━━━ Data supplied ━━━

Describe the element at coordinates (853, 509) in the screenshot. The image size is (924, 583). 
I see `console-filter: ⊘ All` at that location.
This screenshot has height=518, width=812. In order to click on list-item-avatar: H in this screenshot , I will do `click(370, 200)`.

━━━
━━━ Data supplied ━━━

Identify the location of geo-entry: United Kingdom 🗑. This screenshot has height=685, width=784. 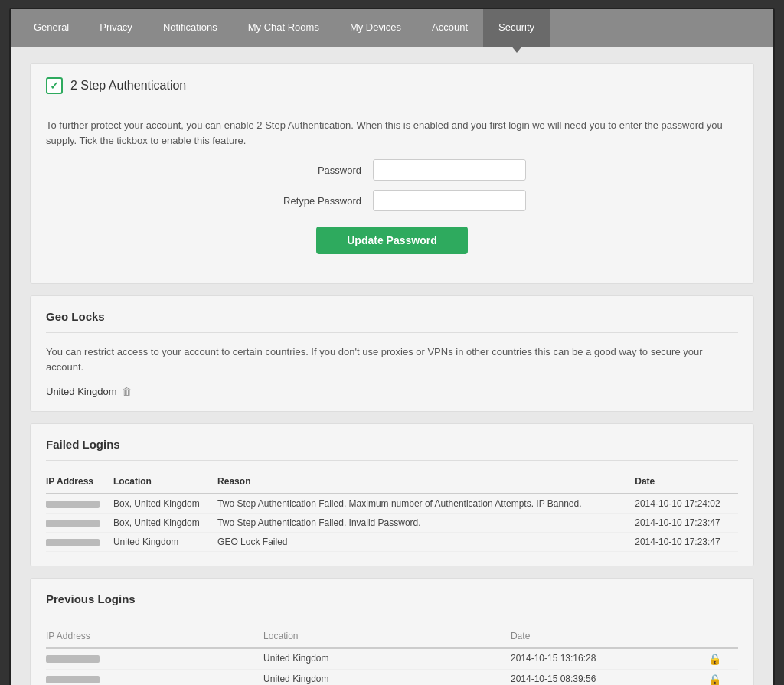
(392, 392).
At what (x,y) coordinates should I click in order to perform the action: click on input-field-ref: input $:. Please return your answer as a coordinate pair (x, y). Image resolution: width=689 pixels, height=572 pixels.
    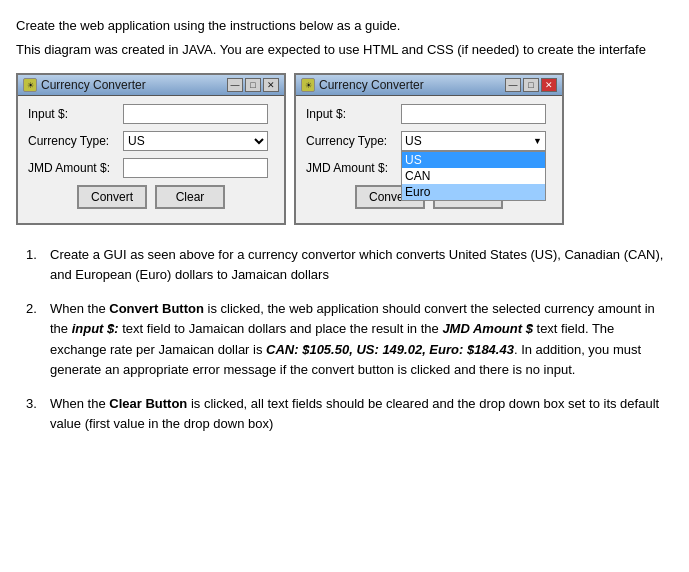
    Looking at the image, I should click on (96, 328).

━━━
━━━ Data supplied ━━━

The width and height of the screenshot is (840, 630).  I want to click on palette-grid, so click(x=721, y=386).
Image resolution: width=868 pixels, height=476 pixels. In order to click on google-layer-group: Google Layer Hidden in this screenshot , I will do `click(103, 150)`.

━━━

* Exercise objective *
Could you please find every line of the listing above holding the string "will" and copy it?

* Finished exercise *
This screenshot has height=518, width=812. In order to click on list-item-avatar: H in this screenshot , I will do `click(370, 200)`.
Image resolution: width=868 pixels, height=476 pixels. In order to click on google-layer-group: Google Layer Hidden in this screenshot , I will do `click(103, 150)`.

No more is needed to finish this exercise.